BOOK REVIEWS
Matthew Arnold’s Culture and Anarchy
31 July 2025
“The Humanities will break down the class barriers, State control will wrest it away from religious rigidity, and a forced disinterest of its teachers will rescue humanity from the machine-thinking anarchy which has set upon it. . . .”
Arnold’s defense for the preservation of 19th century culture is now antiquated in both its application to local issues of his day and in its understanding of social forces, ethical behaviorism, and functions of language. It is difficult today to read him without resisting what now seems quite conservative arguments for lifting up what he imagines is a disinterested “sweetness and light” of perfection and then wondering where or where in England might it be found?
Like Nietzsche’s Anti-Education which I read alongside this, Arnold laments the loss of high culture, the best of thought and the highest moral achievements of humankind. Nietzsche’s artistic-psychological approach champions the rise of “geniuses;” Arnold’s social-historical argument calls his ultimate human thinkers “Aliens,” in that they are apart from the social norms. Nietzsche argues for a synthesis of spirit in his Apollonian and Dionysian ways of thinking (in his book The Birth of Tragedy), and Arnold calls for a happy union of Hebraic (disciplined) and Hellenistic (creative) thought: all this to point out what arguments were springing up through Europe at the beginning of the machine age.
For Arnold, none of the social classes were in a position to desire or find the culture he calls upon: the wealthy (“barbarians”) were too obsessed with image and material splendor to turn inward; the middle-class (“philistines”) too obsessed with becoming wealthy; and the poor (“populace”) too marginalized to have access or desire to ask. Liberals in government, full of barbarians and philistines, was too swept up in reforms to desire philosophy. The Church, too Hebraic in its rigid dogma, is uninterested in the creative reason that “sees things as they are.” The public press, too, is incapable as it purveys little but “stock notions” of thought to the populace. This leaves, of course, the schools.
But Arnold, again like Nietzsche, is in despair over their conditions, largely for the same reasons that were true of German schools and of all our schooling today: it is bent to a machine-like model of education designed to teach students to aspire to wealth through workplace skills, thus assigning them to their unimaginative places in society. Knowledge in England’s school is never pursued for its own sake (the “disinterest” which is essential to the high cultural ethic), but always for a motivated acquisition which only serves to cement social classes into place.
Surprisingly, for all their laments about schools, both Arnold and Nietzsche consider education to be the key to civilization’s survival–and I have to say, I agree. For Nietzsche, it’s largely about getting the curriculum out of the way for geniuses to learn as they will; for Arnold, it’s about State commitment and regulation of schools (ironically) to re-invigorate curriculum with the humanities. The Humanities will break down the class barriers, State control will wrest it away from religious rigidity (dominant in Arnold’s time), and a forced disinterest of its teachers will rescue humanity from the machine-thinking anarchy which has set upon it.
As I said with Nietzsche’s book, even 160-odd years later, we could be making many of these same arguments–and do–though we seem to have acted in no great ways towards reform. The problem is not the diagnosis, especially: it’s the curative, the prescription which will not be administered, and to our eyes now appears fairly myopic itself, resting as it does on a proverbial Western Golden Age of classical thought for an enlightened homogeneous tribe or one who can be led to homogeneity, its alien geniuses themselves penned within its walls of tradition.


- [WORK TASK]: Would you repeat the entries beneath, with nothing changed?

- [RECORDED INFORMATION]:

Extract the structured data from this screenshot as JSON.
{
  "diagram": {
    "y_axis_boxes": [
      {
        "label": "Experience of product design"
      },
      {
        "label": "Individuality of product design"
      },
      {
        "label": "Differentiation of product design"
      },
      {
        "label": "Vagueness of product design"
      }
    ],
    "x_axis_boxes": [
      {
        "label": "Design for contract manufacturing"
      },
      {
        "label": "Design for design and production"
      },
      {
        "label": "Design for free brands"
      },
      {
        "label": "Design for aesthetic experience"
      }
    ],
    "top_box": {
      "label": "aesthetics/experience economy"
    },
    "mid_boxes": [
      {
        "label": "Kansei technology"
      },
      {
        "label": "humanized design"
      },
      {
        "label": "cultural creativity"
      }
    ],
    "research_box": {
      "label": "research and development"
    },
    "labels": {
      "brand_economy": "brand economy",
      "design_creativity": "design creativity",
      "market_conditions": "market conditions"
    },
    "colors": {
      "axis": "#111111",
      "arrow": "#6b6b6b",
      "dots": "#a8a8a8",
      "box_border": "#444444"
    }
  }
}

- [OUTPUT OF THE EXERCISE]:
Extract the structured data from this screenshot as JSON.
{
  "diagram": {
    "y_axis_boxes": [
      {
        "label": "Experience of product design"
      },
      {
        "label": "Individuality of product design"
      },
      {
        "label": "Differentiation of product design"
      },
      {
        "label": "Vagueness of product design"
      }
    ],
    "x_axis_boxes": [
      {
        "label": "Design for contract manufacturing"
      },
      {
        "label": "Design for design and production"
      },
      {
        "label": "Design for free brands"
      },
      {
        "label": "Design for aesthetic experience"
      }
    ],
    "top_box": {
      "label": "aesthetics/experience economy"
    },
    "mid_boxes": [
      {
        "label": "Kansei technology"
      },
      {
        "label": "humanized design"
      },
      {
        "label": "cultural creativity"
      }
    ],
    "research_box": {
      "label": "research and development"
    },
    "labels": {
      "brand_economy": "brand economy",
      "design_creativity": "design creativity",
      "market_conditions": "market conditions"
    },
    "colors": {
      "axis": "#111111",
      "arrow": "#6b6b6b",
      "dots": "#a8a8a8",
      "box_border": "#444444"
    }
  }
}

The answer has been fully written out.